A storm expected to be the strongest to hit Myanmar in more than a decade made landfall near the border with Bangladesh on Sunday, raising fears of a humanitarian disaster.
The storm moved ashore on Sunday afternoon in the coastal area around Cox’s Bazar, according to the Bangladesh Meteorological Department. The Bangladeshi city is home to the world’s largest refugee camp.
By Sunday morning, maximum sustained winds reached 160 mph, with gusts above 180 mph, according to the Joint Typhoon Warning Center, making it a Category 5 storm. That’s the highest rating on the Saffir-Simpson scale and shows potential for catastrophic damage.
There were reports from Myanmar of damaged homes and boats, and one social media user posted a clip that appeared to show the moment a communications tower collapsed in strong winds. Video from a witness in Sittwe, on the coast of Myanmar, showed strong winds, flooded streets and buildings with roofs partially ripped off.
Even before the cyclone moved ashore, U Hla Moe, a representative of a rescue team in the eastern city of Tachileik, said a landslide triggered by heavy rain killed two people in the early hours of Sunday when he buried them in their house while they sleep. Local media reported that at least four more people were killed in the western and central parts of the country.
Koh Win Maung, a lifeguard in Sittwe, said the water level was now about 5 feet and that his team was going to rescue an elderly couple stuck on their roof.
“Their house is already under water,” he said.
Abdusator Esoev, Head of Mission in Bangladesh for the United Nations Migration Agency, wrote on Twitter that the cyclone is damaging the facilities in the Rohingya refugee camp.
Officials and storm watchers expressed cautious hope that the region could be spared the worst possible damage from the storm as it weakened over land.
The program has prepared enough food to help more than 400,000 people in Myanmar’s Rakhine state and neighboring areas for one month. Food is also ready to be sent to and around the Rohingya refugee camps.
Mostofa Kamal, a weather and climate researcher at the University of Saskatchewan, wrote on social media that when the center of the storm began to pass between Saint Martin Island and Maungdo District in Myanmar, the tide disappeared. This mitigates the effect of the storm.
“For now, the cyclone is passing through the northern coastal area of Cox’s Bazar and no reports of damage have been received yet,” said Mohammad Shaheen Imran, district administrator.
The Bangladesh Meteorological Center said on Sunday that the center of the cyclone crossed Cox’s Bazar at 3 pm and that it would finish crossing the coast by Sunday evening and weaken gradually.
The storm, Cyclone Mocha, formed over the southern Bay of Bengal on Thursday and drenched western Myanmar as it moved northeast, bringing heavy rain, strong winds and storm surges, according to the Global Disaster Warning and Coordination System.
Days before the storm hit, Myanmar and Bangladesh began deploying thousands of volunteers and ordering evacuations from low-lying areas, in a region home to some of the world’s poorest people who are particularly vulnerable to increasingly severe weather events .
“Cyclone Moka reminds us of the devastating effects of climate change,” The United Nations Development Program in Bangladesh announced on Twitter.
In Myanmar, the risk of devastation is compounded by a civil war that has displaced some 1.8 million people across the country, with the region south of the border with Bangladesh a zone of active fighting and home to several large refugee camps.
In Cox’s Bazar, more than 200,000 people were sent to 1,600 shelters. It has the capacity to house about 500,000 people, according to district officials. More than one million Rohingya live in the scattered camps.
In a storm of this intensity, the storm surge — the bulge of water pushed up by the winds as the storm approaches the coast — has been a major concern near the cyclone’s landfall and south of it. A storm is often the biggest threat to life and property, according to the Hurricane Center.
Mocha is likely to be the strongest storm to make landfall in Myanmar since Cyclone Giri, which in 2010 produced winds of 143 miles per hour, according to the National Oceanic and Atmospheric Administration’s historical cyclone tracks. This storm killed at least 45 people in Myanmar.
The term “cyclone” refers to a type of tropical cyclone—the general term for all such storms, such as hurricanes and typhoons—that forms in the Bay of Bengal or the Arabian Sea, both in the northern Indian Ocean. Scientists say climate change has helped fuel the storms, as unusually warm ocean temperatures provide more energy to fuel them.
Cyclone Mocha comes as a deadly heatwave has gripped Southeast Asia for weeks. In April, Dhaka, the capital of Bangladesh, reached 105.1 degrees Fahrenheit, the highest temperature in six decades.
The Bay of Bengal, in the northeastern Indian Ocean, has a long history of large storms. In 2008, Cyclone Nargis became the second deadliest tropical cyclone on record and the deadliest in Myanmar, killing more than 135,000 people. In 2007, Cyclone Sidr hit Bangladesh, killing more than 3,000 people.
Emma Bubola and April Rubin contributed reporting.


Your answer must be an exact copy of the records, with no pictures included.

*Data to use*:
+++

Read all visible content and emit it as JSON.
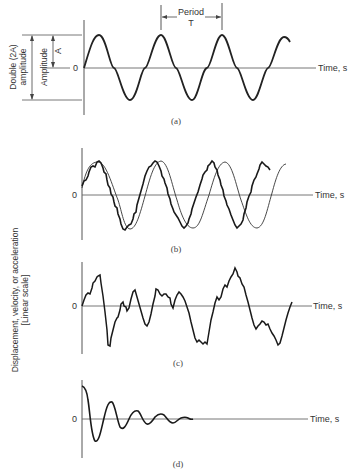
{
  "figure": {
    "y_axis_label_line1": "Displacement, velocity, or acceleration",
    "y_axis_label_line2": "[Linear scale]",
    "colors": {
      "ink": "#222222",
      "axis": "#555555",
      "text": "#333333",
      "background": "#ffffff"
    }
  },
  "panels": [
    {
      "id": "a",
      "caption": "(a)",
      "zero_label": "0",
      "time_label": "Time, s",
      "description": "Pure sinusoid",
      "annotations": {
        "period_label": "Period",
        "period_symbol": "T",
        "amplitude_label": "Amplitude",
        "amplitude_symbol": "A",
        "double_amplitude_line1": "Double (2A)",
        "double_amplitude_line2": "amplitude"
      }
    },
    {
      "id": "b",
      "caption": "(b)",
      "zero_label": "0",
      "time_label": "Time, s",
      "description": "Periodic signal with superimposed higher-frequency ripple"
    },
    {
      "id": "c",
      "caption": "(c)",
      "zero_label": "0",
      "time_label": "Time, s",
      "description": "Random (non-periodic) signal"
    },
    {
      "id": "d",
      "caption": "(d)",
      "zero_label": "0",
      "time_label": "Time, s",
      "description": "Damped decaying oscillation"
    }
  ]
}
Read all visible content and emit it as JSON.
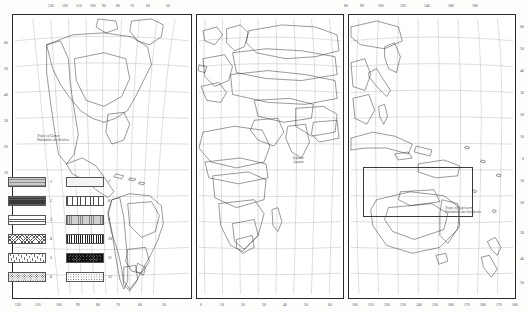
{
  "map": {
    "title": "World thematic map",
    "projection_note": "three-panel world map",
    "panels": [
      {
        "name": "americas-panel",
        "label": "Americas"
      },
      {
        "name": "eurasia-africa-panel",
        "label": "Eurasia and Africa"
      },
      {
        "name": "pacific-panel",
        "label": "Pacific and Australasia"
      }
    ],
    "annotations": [
      {
        "name": "tropic-of-cancer",
        "line1": "Tropic of Cancer",
        "line2": "Wendekreis des Krebses"
      },
      {
        "name": "equator",
        "line1": "Equator",
        "line2": "Äquator"
      },
      {
        "name": "tropic-of-capricorn",
        "line1": "Tropic of Capricorn",
        "line2": "Wendekreis des Steinbocks"
      }
    ],
    "longitude_top_left": [
      "130",
      "120",
      "110",
      "100",
      "90",
      "80",
      "70",
      "60",
      "50"
    ],
    "longitude_top_right": [
      "80",
      "90",
      "100",
      "120",
      "140",
      "160",
      "180"
    ],
    "longitude_bottom_left": [
      "120",
      "110",
      "100",
      "90",
      "80",
      "70",
      "60",
      "50"
    ],
    "longitude_bottom_mid": [
      "0",
      "10",
      "20",
      "30",
      "40",
      "50",
      "60"
    ],
    "longitude_bottom_right": [
      "100",
      "110",
      "120",
      "130",
      "140",
      "150",
      "160",
      "170",
      "180",
      "170",
      "160"
    ],
    "latitude_left": [
      "60",
      "50",
      "40",
      "30",
      "20",
      "10"
    ],
    "latitude_right": [
      "60",
      "50",
      "40",
      "30",
      "20",
      "10",
      "0",
      "10",
      "20",
      "30",
      "40",
      "50"
    ]
  },
  "legend": {
    "name": "map-legend",
    "columns": [
      {
        "name": "legend-column-left",
        "entries": [
          {
            "num": "1",
            "pattern": "f1",
            "desc": "grey horizontal ruling"
          },
          {
            "num": "2",
            "pattern": "f2",
            "desc": "solid dark"
          },
          {
            "num": "3",
            "pattern": "f3",
            "desc": "fine horizontal lines"
          },
          {
            "num": "4",
            "pattern": "f4",
            "desc": "cross lattice"
          },
          {
            "num": "5",
            "pattern": "f5",
            "desc": "steep diagonal hatch"
          },
          {
            "num": "6",
            "pattern": "f6",
            "desc": "coarse stipple dots"
          }
        ]
      },
      {
        "name": "legend-column-right",
        "entries": [
          {
            "num": "7",
            "pattern": "f7",
            "desc": "blank / pale tint"
          },
          {
            "num": "8",
            "pattern": "f8",
            "desc": "vertical ruling"
          },
          {
            "num": "9",
            "pattern": "f9",
            "desc": "grey vertical ruling"
          },
          {
            "num": "10",
            "pattern": "f10",
            "desc": "dense black vertical bars"
          },
          {
            "num": "11",
            "pattern": "f11",
            "desc": "dark chequer"
          },
          {
            "num": "12",
            "pattern": "f12",
            "desc": "fine stipple"
          }
        ]
      }
    ]
  }
}
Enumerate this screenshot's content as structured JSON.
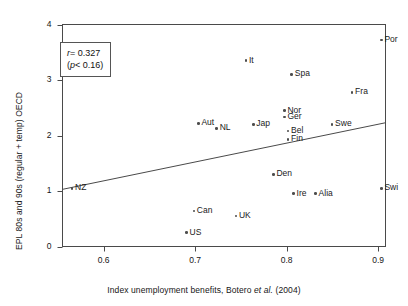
{
  "chart_data": {
    "type": "scatter",
    "title": "",
    "xlabel": "Index unemployment benefits, Botero et al. (2004)",
    "ylabel": "EPL 80s and 90s (regular + temp) OECD",
    "xlim": [
      0.555,
      0.908
    ],
    "ylim": [
      0,
      4.0
    ],
    "xticks": [
      0.6,
      0.7,
      0.8,
      0.9
    ],
    "xtick_labels": [
      "0.6",
      "0.7",
      "0.8",
      "0.9"
    ],
    "yticks": [
      0,
      1,
      2,
      3,
      4
    ],
    "ytick_labels": [
      "0",
      "1",
      "2",
      "3",
      "4"
    ],
    "grid": false,
    "legend": null,
    "points": [
      {
        "label": "NZ",
        "x": 0.5655,
        "y": 1.05,
        "label_pos": "right"
      },
      {
        "label": "US",
        "x": 0.6905,
        "y": 0.25,
        "label_pos": "right"
      },
      {
        "label": "Can",
        "x": 0.6985,
        "y": 0.64,
        "label_pos": "right"
      },
      {
        "label": "Aut",
        "x": 0.7035,
        "y": 2.22,
        "label_pos": "right"
      },
      {
        "label": "NL",
        "x": 0.7235,
        "y": 2.13,
        "label_pos": "right"
      },
      {
        "label": "UK",
        "x": 0.7445,
        "y": 0.55,
        "label_pos": "right"
      },
      {
        "label": "It",
        "x": 0.7555,
        "y": 3.35,
        "label_pos": "right"
      },
      {
        "label": "Jap",
        "x": 0.7635,
        "y": 2.2,
        "label_pos": "right"
      },
      {
        "label": "Den",
        "x": 0.7855,
        "y": 1.3,
        "label_pos": "right"
      },
      {
        "label": "Nor",
        "x": 0.7975,
        "y": 2.45,
        "label_pos": "right"
      },
      {
        "label": "Ger",
        "x": 0.7975,
        "y": 2.33,
        "label_pos": "right"
      },
      {
        "label": "Bel",
        "x": 0.8015,
        "y": 2.08,
        "label_pos": "right"
      },
      {
        "label": "Fin",
        "x": 0.8015,
        "y": 1.93,
        "label_pos": "right"
      },
      {
        "label": "Spa",
        "x": 0.8055,
        "y": 3.1,
        "label_pos": "right"
      },
      {
        "label": "Ire",
        "x": 0.8075,
        "y": 0.95,
        "label_pos": "right"
      },
      {
        "label": "Alia",
        "x": 0.8315,
        "y": 0.95,
        "label_pos": "right"
      },
      {
        "label": "Swe",
        "x": 0.8495,
        "y": 2.2,
        "label_pos": "right"
      },
      {
        "label": "Fra",
        "x": 0.8715,
        "y": 2.78,
        "label_pos": "right"
      },
      {
        "label": "Por",
        "x": 0.9035,
        "y": 3.72,
        "label_pos": "right"
      },
      {
        "label": "Swi",
        "x": 0.9035,
        "y": 1.05,
        "label_pos": "right"
      }
    ],
    "trend_line": {
      "x_start": 0.555,
      "y_start": 1.03,
      "x_end": 0.908,
      "y_end": 2.23
    },
    "annotation": {
      "r_prefix": "r",
      "r_text": "= 0.327",
      "p_prefix": "p",
      "p_text": "< 0.16)",
      "p_open": "(",
      "r_value": 0.327,
      "p_value": 0.16
    }
  },
  "figure": {
    "xlabel_main": "Index unemployment benefits, Botero ",
    "xlabel_italic": "et al.",
    "xlabel_tail": " (2004)",
    "ylabel": "EPL 80s and 90s (regular + temp) OECD"
  }
}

+++

*Task result*:
Read all visible content and emit it as JSON.
{
  "figure": {
    "y_axis_label_line1": "Displacement, velocity, or acceleration",
    "y_axis_label_line2": "[Linear scale]",
    "colors": {
      "ink": "#222222",
      "axis": "#555555",
      "text": "#333333",
      "background": "#ffffff"
    }
  },
  "panels": [
    {
      "id": "a",
      "caption": "(a)",
      "zero_label": "0",
      "time_label": "Time, s",
      "description": "Pure sinusoid",
      "annotations": {
        "period_label": "Period",
        "period_symbol": "T",
        "amplitude_label": "Amplitude",
        "amplitude_symbol": "A",
        "double_amplitude_line1": "Double (2A)",
        "double_amplitude_line2": "amplitude"
      }
    },
    {
      "id": "b",
      "caption": "(b)",
      "zero_label": "0",
      "time_label": "Time, s",
      "description": "Periodic signal with superimposed higher-frequency ripple"
    },
    {
      "id": "c",
      "caption": "(c)",
      "zero_label": "0",
      "time_label": "Time, s",
      "description": "Random (non-periodic) signal"
    },
    {
      "id": "d",
      "caption": "(d)",
      "zero_label": "0",
      "time_label": "Time, s",
      "description": "Damped decaying oscillation"
    }
  ]
}
Read all visible content and emit it as JSON.
{
  "map": {
    "title": "World thematic map",
    "projection_note": "three-panel world map",
    "panels": [
      {
        "name": "americas-panel",
        "label": "Americas"
      },
      {
        "name": "eurasia-africa-panel",
        "label": "Eurasia and Africa"
      },
      {
        "name": "pacific-panel",
        "label": "Pacific and Australasia"
      }
    ],
    "annotations": [
      {
        "name": "tropic-of-cancer",
        "line1": "Tropic of Cancer",
        "line2": "Wendekreis des Krebses"
      },
      {
        "name": "equator",
        "line1": "Equator",
        "line2": "Äquator"
      },
      {
        "name": "tropic-of-capricorn",
        "line1": "Tropic of Capricorn",
        "line2": "Wendekreis des Steinbocks"
      }
    ],
    "longitude_top_left": [
      "130",
      "120",
      "110",
      "100",
      "90",
      "80",
      "70",
      "60",
      "50"
    ],
    "longitude_top_right": [
      "80",
      "90",
      "100",
      "120",
      "140",
      "160",
      "180"
    ],
    "longitude_bottom_left": [
      "120",
      "110",
      "100",
      "90",
      "80",
      "70",
      "60",
      "50"
    ],
    "longitude_bottom_mid": [
      "0",
      "10",
      "20",
      "30",
      "40",
      "50",
      "60"
    ],
    "longitude_bottom_right": [
      "100",
      "110",
      "120",
      "130",
      "140",
      "150",
      "160",
      "170",
      "180",
      "170",
      "160"
    ],
    "latitude_left": [
      "60",
      "50",
      "40",
      "30",
      "20",
      "10"
    ],
    "latitude_right": [
      "60",
      "50",
      "40",
      "30",
      "20",
      "10",
      "0",
      "10",
      "20",
      "30",
      "40",
      "50"
    ]
  },
  "legend": {
    "name": "map-legend",
    "columns": [
      {
        "name": "legend-column-left",
        "entries": [
          {
            "num": "1",
            "pattern": "f1",
            "desc": "grey horizontal ruling"
          },
          {
            "num": "2",
            "pattern": "f2",
            "desc": "solid dark"
          },
          {
            "num": "3",
            "pattern": "f3",
            "desc": "fine horizontal lines"
          },
          {
            "num": "4",
            "pattern": "f4",
            "desc": "cross lattice"
          },
          {
            "num": "5",
            "pattern": "f5",
            "desc": "steep diagonal hatch"
          },
          {
            "num": "6",
            "pattern": "f6",
            "desc": "coarse stipple dots"
          }
        ]
      },
      {
        "name": "legend-column-right",
        "entries": [
          {
            "num": "7",
            "pattern": "f7",
            "desc": "blank / pale tint"
          },
          {
            "num": "8",
            "pattern": "f8",
            "desc": "vertical ruling"
          },
          {
            "num": "9",
            "pattern": "f9",
            "desc": "grey vertical ruling"
          },
          {
            "num": "10",
            "pattern": "f10",
            "desc": "dense black vertical bars"
          },
          {
            "num": "11",
            "pattern": "f11",
            "desc": "dark chequer"
          },
          {
            "num": "12",
            "pattern": "f12",
            "desc": "fine stipple"
          }
        ]
      }
    ]
  }
}
Enumerate this screenshot's content as structured JSON.
{
  "chart_data": {
    "type": "scatter",
    "title": "",
    "xlabel": "Index unemployment benefits, Botero et al. (2004)",
    "ylabel": "EPL 80s and 90s (regular + temp) OECD",
    "xlim": [
      0.555,
      0.908
    ],
    "ylim": [
      0,
      4.0
    ],
    "xticks": [
      0.6,
      0.7,
      0.8,
      0.9
    ],
    "xtick_labels": [
      "0.6",
      "0.7",
      "0.8",
      "0.9"
    ],
    "yticks": [
      0,
      1,
      2,
      3,
      4
    ],
    "ytick_labels": [
      "0",
      "1",
      "2",
      "3",
      "4"
    ],
    "grid": false,
    "legend": null,
    "points": [
      {
        "label": "NZ",
        "x": 0.5655,
        "y": 1.05,
        "label_pos": "right"
      },
      {
        "label": "US",
        "x": 0.6905,
        "y": 0.25,
        "label_pos": "right"
      },
      {
        "label": "Can",
        "x": 0.6985,
        "y": 0.64,
        "label_pos": "right"
      },
      {
        "label": "Aut",
        "x": 0.7035,
        "y": 2.22,
        "label_pos": "right"
      },
      {
        "label": "NL",
        "x": 0.7235,
        "y": 2.13,
        "label_pos": "right"
      },
      {
        "label": "UK",
        "x": 0.7445,
        "y": 0.55,
        "label_pos": "right"
      },
      {
        "label": "It",
        "x": 0.7555,
        "y": 3.35,
        "label_pos": "right"
      },
      {
        "label": "Jap",
        "x": 0.7635,
        "y": 2.2,
        "label_pos": "right"
      },
      {
        "label": "Den",
        "x": 0.7855,
        "y": 1.3,
        "label_pos": "right"
      },
      {
        "label": "Nor",
        "x": 0.7975,
        "y": 2.45,
        "label_pos": "right"
      },
      {
        "label": "Ger",
        "x": 0.7975,
        "y": 2.33,
        "label_pos": "right"
      },
      {
        "label": "Bel",
        "x": 0.8015,
        "y": 2.08,
        "label_pos": "right"
      },
      {
        "label": "Fin",
        "x": 0.8015,
        "y": 1.93,
        "label_pos": "right"
      },
      {
        "label": "Spa",
        "x": 0.8055,
        "y": 3.1,
        "label_pos": "right"
      },
      {
        "label": "Ire",
        "x": 0.8075,
        "y": 0.95,
        "label_pos": "right"
      },
      {
        "label": "Alia",
        "x": 0.8315,
        "y": 0.95,
        "label_pos": "right"
      },
      {
        "label": "Swe",
        "x": 0.8495,
        "y": 2.2,
        "label_pos": "right"
      },
      {
        "label": "Fra",
        "x": 0.8715,
        "y": 2.78,
        "label_pos": "right"
      },
      {
        "label": "Por",
        "x": 0.9035,
        "y": 3.72,
        "label_pos": "right"
      },
      {
        "label": "Swi",
        "x": 0.9035,
        "y": 1.05,
        "label_pos": "right"
      }
    ],
    "trend_line": {
      "x_start": 0.555,
      "y_start": 1.03,
      "x_end": 0.908,
      "y_end": 2.23
    },
    "annotation": {
      "r_prefix": "r",
      "r_text": "= 0.327",
      "p_prefix": "p",
      "p_text": "< 0.16)",
      "p_open": "(",
      "r_value": 0.327,
      "p_value": 0.16
    }
  },
  "figure": {
    "xlabel_main": "Index unemployment benefits, Botero ",
    "xlabel_italic": "et al.",
    "xlabel_tail": " (2004)",
    "ylabel": "EPL 80s and 90s (regular + temp) OECD"
  }
}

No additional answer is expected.